The 2021 Robert L. Wesley Award
Alexander Htet Aung Kyaw (Cornell University), Sanjana Lahiri (The Cooper Union), and Xiluva Mbungela (Syracuse University) will each receive a $10,000 award in addition to a yearlong mentorship program that connects the students with leading BIPOC practitioners and educators. In 2021 the jury decided to expand the number of fellows to include two additional $5,000 awards, given to Kevin Chow (The Cooper Union) and Viridiana Hernandez Sevilla (University of Oklahoma).

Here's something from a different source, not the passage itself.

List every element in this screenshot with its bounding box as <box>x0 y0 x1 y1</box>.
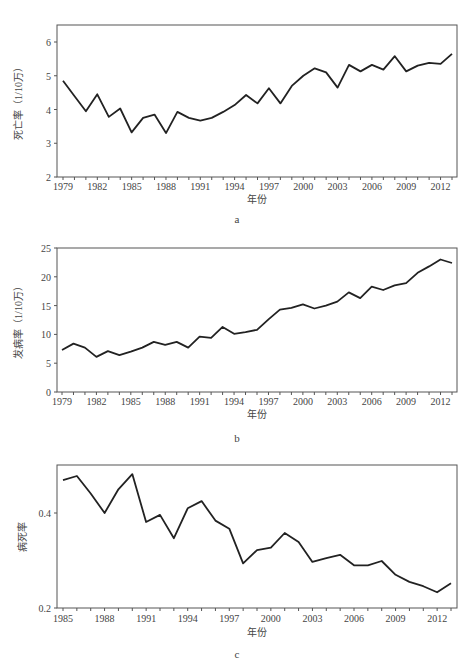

This 2021 jury was led by Robert L. Wesley and included Danei Cesario, Chris Cornelius, Joyce Hwang, and María Villalobos Hernandez. 

About the SOM Foundation
Founded in 1979, the SOM Foundation’s goal is to advance the design profession’s ability to address the key topics of our time by bringing together and supporting groups and individuals, each with the highest possible design aspirations. The Foundation’s award programming was established in 1981 and currently offers five annual awards across the United States, Europe, and China. The awards support students and faculty of architecture, landscape architecture, interior architecture, urban design, and engineering to undertake rigorous interdisciplinary research that can help shape our future.

  • Founded by inventor, industrialist and philanthropist Peter Cooper in 1859, The Cooper Union for the Advancement of Science and Art offers education in art, architecture and engineering, as well as courses in the humanities and social sciences.

  • “My feelings, my desires, my hopes, embrace humanity throughout the world,” Peter Cooper proclaimed in a speech in 1853. He looked forward to a time when, “knowledge shall cover the earth as waters cover the great deep.”

  • From its beginnings, Cooper Union was a unique institution, dedicated to founder Peter Cooper's proposition that education is the key not only to personal prosperity but to civic virtue and harmony.

  • Peter Cooper wanted his graduates to acquire the technical mastery and entrepreneurial skills, enrich their intellects and spark their creativity, and develop a sense of social justice that would translate into action.